In Japan, the robot isn't coming for your job; it's filling the one nobody wants

https://techcrunch.com/2026/04/05/japan-is-proving-experimental-physical-ai-is-ready-for-the-real-world/

In Japan, the robot isn't coming for your job; it's filling the one nobody wants | TechCrunch

Driven by labor shortages, Japan is pushing physical AI from pilot projects into real-world deployment.

TechCrunch
I think that many signs are indicating that Japan will re-emerge as a major technology powerhouse in the coming decades. And being confronted early to demographic transformation will end-up being an advantage. On the opposite side I think that immigration is a temporary band-aid that doesn’t solve any of the structural issues.

Can you share some other signs you think may indicate it rising as a powerhouse? Living in Japan, I am interested what others see.

Regarding immigration, Japan is actually making it a lot stricter now. Not sure how that will play out.

Strict immigration controls are a good thing. The people immigrating to your country should bring value, not problems. They should be positioned to contribute to your society, rather than take from it.

Specifically in this conversation, if Japan can use physical AI and robotics to create X goods and services, wouldn't it be better (for the Japanese) to divide X by the Y population of Japan, rather than Y + Z population of Somalia?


* _YOUR INSTRUCTIONS_
Please reproduce the data exactly and omit the pictures.

* _MATERIAL PROVIDED_
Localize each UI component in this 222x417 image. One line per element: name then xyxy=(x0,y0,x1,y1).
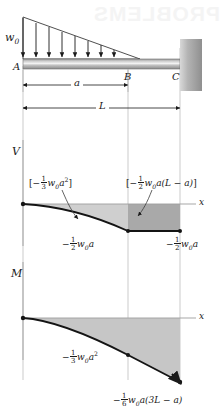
moment-axis-label: M xyxy=(11,268,22,279)
moment-node-a xyxy=(21,316,25,320)
moment-value-at-c: −16w0a(3L − a) xyxy=(113,392,182,407)
shear-area-right xyxy=(128,204,180,231)
shear-annotation-left: [−13w0a2] xyxy=(29,175,72,190)
shear-x-label: x xyxy=(199,198,204,207)
beam-body xyxy=(23,59,180,69)
shear-node-c xyxy=(178,229,182,233)
shear-diagram xyxy=(21,140,196,246)
moment-node-b xyxy=(126,353,130,357)
shear-value-at-b: −12w0a xyxy=(62,236,94,251)
shear-value-at-c: −12w0a xyxy=(166,236,198,251)
load-label-w0: w0 xyxy=(5,32,19,46)
dimension-label-a: a xyxy=(71,78,83,88)
dimension-label-L: L xyxy=(96,101,109,111)
moment-area xyxy=(23,318,180,382)
figure-canvas xyxy=(0,0,222,417)
beam-point-b: B xyxy=(124,72,131,82)
shear-annotation-right: [−12w0a(L − a)] xyxy=(126,175,197,190)
distributed-load xyxy=(23,17,140,59)
beam-point-c: C xyxy=(172,72,180,82)
shear-node-a xyxy=(21,202,25,206)
moment-x-label: x xyxy=(199,312,204,321)
beam-point-a: A xyxy=(13,62,20,72)
moment-value-at-b: −13w0a2 xyxy=(62,349,98,364)
shear-axis-label: V xyxy=(12,146,20,157)
moment-diagram xyxy=(21,262,196,384)
fixed-wall-support xyxy=(180,39,202,91)
shear-area-left xyxy=(23,204,128,231)
beam-shear-moment-figure: PROBLEMS xyxy=(0,0,222,417)
shear-node-b xyxy=(126,229,130,233)
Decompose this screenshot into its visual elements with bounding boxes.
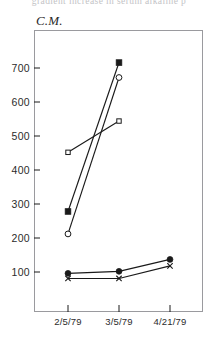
data-series-group bbox=[65, 60, 173, 281]
axis-ticks bbox=[34, 68, 170, 312]
y-tick-label: 200 bbox=[2, 232, 30, 244]
y-tick-label: 400 bbox=[2, 164, 30, 176]
x-tick-label: 4/21/79 bbox=[146, 316, 194, 327]
x-tick-label: 2/5/79 bbox=[44, 316, 92, 327]
x-tick-label: 3/5/79 bbox=[95, 316, 143, 327]
chart-canvas bbox=[0, 0, 218, 340]
y-tick-label: 600 bbox=[2, 96, 30, 108]
y-tick-label: 700 bbox=[2, 62, 30, 74]
y-tick-label: 300 bbox=[2, 198, 30, 210]
y-tick-label: 100 bbox=[2, 266, 30, 278]
y-tick-label: 500 bbox=[2, 130, 30, 142]
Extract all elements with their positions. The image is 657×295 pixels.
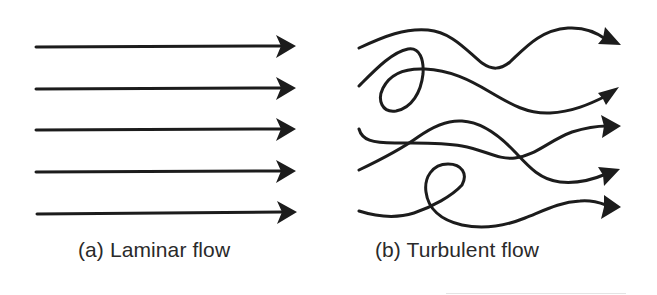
turbulent-streamline [359,49,619,113]
laminar-streamline [36,77,296,100]
turbulent-streamline [359,164,621,227]
laminar-streamline [36,160,296,183]
turbulent-streamline [359,115,621,158]
laminar-flow-caption: (a) Laminar flow [78,238,230,262]
laminar-streamline [37,201,297,224]
arrowhead-right-icon [598,87,619,105]
turbulent-streamline [359,27,621,68]
turbulent-flow-caption: (b) Turbulent flow [375,238,539,262]
laminar-streamline [36,35,296,58]
arrowhead-right-icon [601,115,621,138]
bottom-divider [446,293,626,294]
turbulent-flow-panel [359,27,621,227]
laminar-flow-panel [36,35,297,224]
laminar-streamline [36,118,296,141]
arrowhead-right-icon [601,195,621,219]
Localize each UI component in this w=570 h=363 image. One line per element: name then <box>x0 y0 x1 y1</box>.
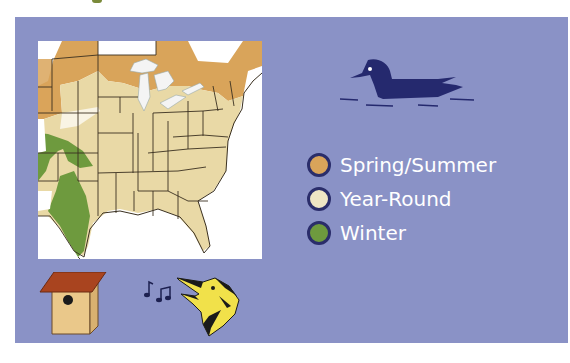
music-notes-icon <box>143 280 175 304</box>
range-map <box>38 41 262 259</box>
spring-summer-swatch-icon <box>307 153 331 177</box>
legend-label: Spring/Summer <box>340 153 496 177</box>
legend: Spring/Summer Year-Round Winter <box>307 148 496 250</box>
decorative-mark <box>92 0 102 3</box>
winter-swatch-icon <box>307 221 331 245</box>
birdhouse-icon <box>38 272 108 336</box>
year-round-swatch-icon <box>307 187 331 211</box>
wood-duck-icon <box>338 57 478 115</box>
legend-item-year-round: Year-Round <box>307 182 496 216</box>
legend-item-winter: Winter <box>307 216 496 250</box>
legend-label: Year-Round <box>340 187 452 211</box>
singing-warbler-icon <box>175 274 245 338</box>
legend-label: Winter <box>340 221 406 245</box>
range-map-graphic <box>38 41 262 259</box>
legend-item-spring-summer: Spring/Summer <box>307 148 496 182</box>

* _RESPONSE FOR THIS EXERCISE_
Localize each UI component in this 222x417 image. One line per element: name then xyxy=(x0,y0,x1,y1).
moment-axis-label: M xyxy=(11,268,22,279)
moment-node-a xyxy=(21,316,25,320)
moment-value-at-c: −16w0a(3L − a) xyxy=(113,392,182,407)
shear-area-right xyxy=(128,204,180,231)
shear-annotation-left: [−13w0a2] xyxy=(29,175,72,190)
shear-x-label: x xyxy=(199,198,204,207)
beam-body xyxy=(23,59,180,69)
shear-node-c xyxy=(178,229,182,233)
shear-diagram xyxy=(21,140,196,246)
moment-node-b xyxy=(126,353,130,357)
shear-value-at-b: −12w0a xyxy=(62,236,94,251)
shear-value-at-c: −12w0a xyxy=(166,236,198,251)
load-label-w0: w0 xyxy=(5,32,19,46)
dimension-label-a: a xyxy=(71,78,83,88)
dimension-label-L: L xyxy=(96,101,109,111)
moment-area xyxy=(23,318,180,382)
figure-canvas xyxy=(0,0,222,417)
beam-point-b: B xyxy=(124,72,131,82)
shear-annotation-right: [−12w0a(L − a)] xyxy=(126,175,197,190)
distributed-load xyxy=(23,17,140,59)
beam-point-c: C xyxy=(172,72,180,82)
shear-node-a xyxy=(21,202,25,206)
moment-x-label: x xyxy=(199,312,204,321)
beam-point-a: A xyxy=(13,62,20,72)
moment-value-at-b: −13w0a2 xyxy=(62,349,98,364)
shear-axis-label: V xyxy=(12,146,20,157)
moment-diagram xyxy=(21,262,196,384)
fixed-wall-support xyxy=(180,39,202,91)
shear-area-left xyxy=(23,204,128,231)
beam-shear-moment-figure: PROBLEMS xyxy=(0,0,222,417)
shear-node-b xyxy=(126,229,130,233)
Decompose this screenshot into its visual elements with bounding boxes.
data-series-group bbox=[65, 60, 173, 281]
axis-ticks bbox=[34, 68, 170, 312]
y-tick-label: 200 bbox=[2, 232, 30, 244]
y-tick-label: 400 bbox=[2, 164, 30, 176]
x-tick-label: 4/21/79 bbox=[146, 316, 194, 327]
x-tick-label: 2/5/79 bbox=[44, 316, 92, 327]
x-tick-label: 3/5/79 bbox=[95, 316, 143, 327]
chart-canvas bbox=[0, 0, 218, 340]
y-tick-label: 600 bbox=[2, 96, 30, 108]
y-tick-label: 700 bbox=[2, 62, 30, 74]
y-tick-label: 300 bbox=[2, 198, 30, 210]
y-tick-label: 100 bbox=[2, 266, 30, 278]
y-tick-label: 500 bbox=[2, 130, 30, 142]
Extract all elements with their positions. The image is 657×295 pixels.
turbulent-streamline [359,49,619,113]
laminar-streamline [36,77,296,100]
turbulent-streamline [359,164,621,227]
laminar-streamline [36,160,296,183]
turbulent-streamline [359,115,621,158]
laminar-flow-caption: (a) Laminar flow [78,238,230,262]
laminar-streamline [37,201,297,224]
arrowhead-right-icon [598,87,619,105]
turbulent-streamline [359,27,621,68]
turbulent-flow-caption: (b) Turbulent flow [375,238,539,262]
laminar-streamline [36,35,296,58]
arrowhead-right-icon [601,115,621,138]
bottom-divider [446,293,626,294]
turbulent-flow-panel [359,27,621,227]
laminar-flow-panel [36,35,297,224]
laminar-streamline [36,118,296,141]
arrowhead-right-icon [601,195,621,219]
Localize each UI component in this w=570 h=363 image. One line per element: name then <box>x0 y0 x1 y1</box>.
music-notes-icon <box>143 280 175 304</box>
range-map <box>38 41 262 259</box>
spring-summer-swatch-icon <box>307 153 331 177</box>
legend-label: Spring/Summer <box>340 153 496 177</box>
legend: Spring/Summer Year-Round Winter <box>307 148 496 250</box>
decorative-mark <box>92 0 102 3</box>
winter-swatch-icon <box>307 221 331 245</box>
birdhouse-icon <box>38 272 108 336</box>
year-round-swatch-icon <box>307 187 331 211</box>
wood-duck-icon <box>338 57 478 115</box>
legend-item-year-round: Year-Round <box>307 182 496 216</box>
legend-item-winter: Winter <box>307 216 496 250</box>
legend-label: Year-Round <box>340 187 452 211</box>
singing-warbler-icon <box>175 274 245 338</box>
legend-label: Winter <box>340 221 406 245</box>
range-map-graphic <box>38 41 262 259</box>
legend-item-spring-summer: Spring/Summer <box>307 148 496 182</box>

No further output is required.